Tash,
In reference to colour shifting you can talk about how planet hunters use this when searching for planets. They observe a distant star and watch to see if the light from the star is shifted over time due to an orbiting planet exerting a gravitational tug.
“To detect the planets, the astronomers looked for a wobble in their parent star's motion, detectable as a shift in the star's spectra. A tell-tale oscillation in the frequency of certain bright lines in the star's spectra reveals the presence of an unseen companion. “
Paul Butler and Geoff Marcy are the worlds leading discoverers with this method.
https://planetquest.jpl.nasa.gov/science/finding_planets.cfmNB: Some astronomers dispute the validity of some discoveries made this way.
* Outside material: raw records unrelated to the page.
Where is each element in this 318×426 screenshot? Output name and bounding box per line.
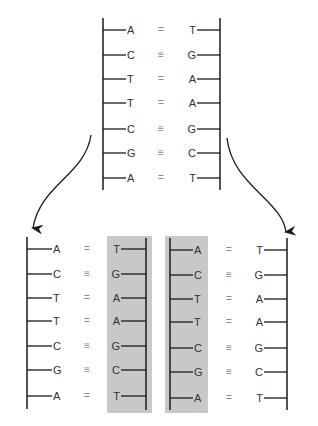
- hydrogen-bond: ≡: [84, 364, 90, 375]
- hydrogen-bond: =: [84, 390, 90, 401]
- right-base: G: [111, 340, 120, 352]
- right-base: G: [254, 342, 263, 354]
- left-base: T: [194, 316, 201, 328]
- base-pair-row: A=T: [103, 172, 220, 184]
- right-base: T: [113, 243, 120, 255]
- right-base: A: [113, 315, 121, 327]
- arrow-to-right-daughter: [227, 138, 286, 232]
- hydrogen-bond: ≡: [158, 49, 164, 60]
- right-base: T: [256, 244, 263, 256]
- hydrogen-bond: =: [226, 392, 232, 403]
- left-base: C: [127, 123, 135, 135]
- left-base: T: [127, 97, 134, 109]
- left-base: A: [53, 390, 61, 402]
- hydrogen-bond: =: [226, 316, 232, 327]
- hydrogen-bond: ≡: [226, 366, 232, 377]
- right-base: T: [189, 172, 196, 184]
- hydrogen-bond: ≡: [226, 342, 232, 353]
- left-base: A: [127, 24, 135, 36]
- hydrogen-bond: =: [84, 243, 90, 254]
- left-base: C: [53, 340, 61, 352]
- hydrogen-bond: ≡: [158, 123, 164, 134]
- left-base: C: [127, 49, 135, 61]
- left-base: C: [194, 269, 202, 281]
- base-pair-row: C≡G: [103, 49, 220, 61]
- hydrogen-bond: =: [226, 293, 232, 304]
- new-strand-highlight: [165, 236, 208, 413]
- daughter-right-dna: A=TC≡GT=AT=AC≡GG≡CA=T: [165, 236, 287, 413]
- right-base: T: [113, 390, 120, 402]
- parent-dna: A=TC≡GT=AT=AC≡GG≡CA=T: [103, 18, 220, 190]
- left-base: T: [127, 73, 134, 85]
- left-base: G: [194, 366, 203, 378]
- hydrogen-bond: ≡: [84, 268, 90, 279]
- right-base: A: [256, 293, 264, 305]
- left-base: G: [53, 364, 62, 376]
- base-pair-row: C≡G: [103, 123, 220, 135]
- hydrogen-bond: =: [84, 315, 90, 326]
- right-base: T: [256, 392, 263, 404]
- right-base: A: [189, 73, 197, 85]
- right-base: G: [254, 269, 263, 281]
- arrow-to-left-daughter: [33, 135, 91, 228]
- left-base: A: [127, 172, 135, 184]
- left-base: A: [194, 392, 202, 404]
- hydrogen-bond: =: [84, 292, 90, 303]
- left-base: G: [127, 147, 136, 159]
- left-base: A: [53, 243, 61, 255]
- daughter-left-dna: A=TC≡GT=AT=AC≡GG≡CA=T: [27, 236, 152, 413]
- right-base: G: [187, 49, 196, 61]
- right-base: C: [188, 147, 196, 159]
- left-base: T: [53, 315, 60, 327]
- right-base: A: [256, 316, 264, 328]
- hydrogen-bond: =: [158, 97, 164, 108]
- dna-replication-diagram: A=TC≡GT=AT=AC≡GG≡CA=T A=TC≡GT=AT=AC≡GG≡C…: [0, 0, 318, 426]
- hydrogen-bond: =: [158, 172, 164, 183]
- base-pair-row: G≡C: [103, 147, 220, 159]
- left-base: T: [194, 293, 201, 305]
- hydrogen-bond: =: [158, 24, 164, 35]
- right-base: C: [255, 366, 263, 378]
- base-pair-row: A=T: [103, 24, 220, 36]
- base-pair-row: T=A: [103, 73, 220, 85]
- hydrogen-bond: =: [158, 73, 164, 84]
- right-base: A: [113, 292, 121, 304]
- right-base: C: [112, 364, 120, 376]
- left-base: T: [53, 292, 60, 304]
- hydrogen-bond: ≡: [158, 147, 164, 158]
- left-base: C: [194, 342, 202, 354]
- left-base: A: [194, 244, 202, 256]
- base-pair-row: T=A: [103, 97, 220, 109]
- left-base: C: [53, 268, 61, 280]
- hydrogen-bond: ≡: [226, 269, 232, 280]
- right-base: G: [187, 123, 196, 135]
- right-base: A: [189, 97, 197, 109]
- hydrogen-bond: ≡: [84, 340, 90, 351]
- right-base: T: [189, 24, 196, 36]
- right-base: G: [111, 268, 120, 280]
- hydrogen-bond: =: [226, 244, 232, 255]
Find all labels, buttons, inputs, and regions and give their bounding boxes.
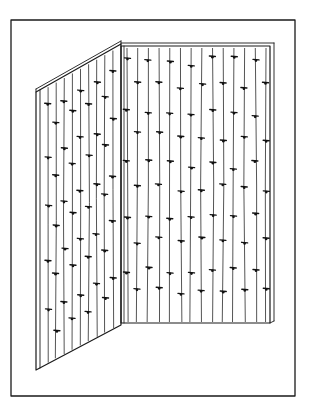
knot-icon (209, 269, 215, 272)
knot-icon (145, 60, 151, 63)
knot-icon (61, 301, 67, 304)
knot-icon (188, 272, 194, 275)
knot-icon (209, 56, 215, 59)
thread-line (64, 78, 65, 354)
thread-line (233, 48, 234, 322)
knot-icon (102, 144, 108, 147)
knot-icon (54, 330, 60, 333)
knot-icon (94, 82, 100, 85)
knot-icon (155, 184, 161, 187)
thread-line (213, 48, 214, 322)
thread-line (127, 48, 128, 322)
knot-icon (242, 242, 248, 245)
knot-icon (263, 140, 269, 143)
knot-icon (134, 243, 140, 246)
knot-icon (177, 88, 183, 91)
knot-icon (62, 248, 68, 251)
knot-icon (61, 201, 67, 204)
knot-icon (178, 191, 184, 194)
illustration-canvas: Line drawing of a two-panel corner scree… (0, 0, 309, 418)
knot-icon (230, 169, 236, 172)
knot-icon (231, 56, 237, 59)
outer-frame (11, 20, 295, 396)
knot-icon (241, 136, 247, 139)
knot-icon (102, 96, 108, 99)
knot-icon (109, 220, 115, 223)
left-panel (36, 41, 121, 370)
knot-icon (135, 82, 141, 85)
knot-icon (157, 132, 163, 135)
knot-icon (231, 112, 237, 115)
knot-icon (167, 273, 173, 276)
knot-icon (61, 148, 67, 151)
knot-icon (178, 293, 184, 296)
knot-icon (124, 58, 130, 61)
knot-icon (102, 250, 108, 253)
knot-icon (85, 311, 91, 314)
knot-icon (262, 82, 268, 85)
knot-icon (198, 137, 204, 140)
knot-icon (178, 136, 184, 139)
knot-icon (210, 215, 216, 218)
knot-icon (253, 269, 259, 272)
knot-icon (110, 277, 116, 280)
knot-icon (220, 140, 226, 143)
knot-icon (93, 233, 99, 236)
knot-icon (86, 103, 92, 106)
right-panel (121, 43, 274, 323)
right-panel-outline (121, 46, 270, 323)
knot-icon (252, 116, 258, 119)
knot-icon (198, 290, 204, 293)
knot-icon (241, 87, 247, 90)
knot-icon (46, 205, 52, 208)
knot-icon (241, 186, 247, 189)
knot-icon (85, 256, 91, 259)
knot-icon (220, 82, 226, 85)
knot-icon (134, 289, 140, 292)
knot-icon (189, 167, 195, 170)
knot-icon (78, 90, 84, 93)
knot-icon (110, 118, 116, 121)
knot-icon (134, 132, 140, 135)
knot-icon (156, 82, 162, 85)
knot-icon (86, 155, 92, 158)
knot-icon (167, 161, 173, 164)
knot-icon (93, 283, 99, 286)
knot-icon (242, 289, 248, 292)
thread-line (147, 48, 148, 322)
thread-line (96, 60, 97, 337)
knot-icon (231, 216, 237, 219)
knot-icon (45, 260, 51, 263)
knot-icon (45, 103, 51, 106)
knot-icon (70, 212, 76, 215)
knot-icon (167, 218, 173, 221)
knot-icon (78, 295, 84, 298)
knot-icon (156, 287, 162, 290)
knot-icon (124, 217, 130, 220)
knot-icon (188, 65, 194, 68)
knot-icon (103, 297, 109, 300)
knot-icon (263, 288, 269, 291)
knot-icon (167, 113, 173, 116)
knot-icon (45, 157, 51, 160)
knot-icon (167, 61, 173, 64)
knot-icon (253, 213, 259, 216)
knot-icon (188, 114, 194, 117)
knot-icon (146, 267, 152, 270)
knot-icon (77, 136, 83, 139)
knot-icon (53, 175, 59, 178)
knot-icon (210, 162, 216, 165)
knot-icon (53, 122, 59, 125)
knot-icon (134, 185, 140, 188)
knot-icon (252, 160, 258, 163)
knot-icon (53, 273, 59, 276)
knot-icon (53, 225, 59, 228)
knot-icon (61, 101, 67, 104)
knot-icon (178, 240, 184, 243)
thread-line (113, 51, 114, 329)
knot-icon (253, 59, 259, 62)
knot-icon (230, 267, 236, 270)
knot-icon (210, 109, 216, 112)
knot-icon (77, 190, 83, 193)
knot-icon (199, 237, 205, 240)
Also, astronomers use non-visible colour, or colour that is beyond the frequencies our eyes can detect such as Ultra-violet and Infrared.
https://coolcosmos.ipac.caltech.edu/cosmic_classroom/ir_tutorial/importance.htmlIn regard to what timothy said about primary colours. Because light is an additive mixing process the primary colours are different to those used in painting which is a subtractive (I think) mixing process. The primary colours in light are RED, GREEN, BLUE. If you look closely at your TV screen you will see thousands of RED,GREEN,BLUE dots. Each group of three form a Pixel (picture element) and produce different colours depending on the amount of illumination. The eye is extremely sensitive to Green and less sensitive to Blue, so to produce white they are mixed in the following ratios known as the Trichromatic ratio.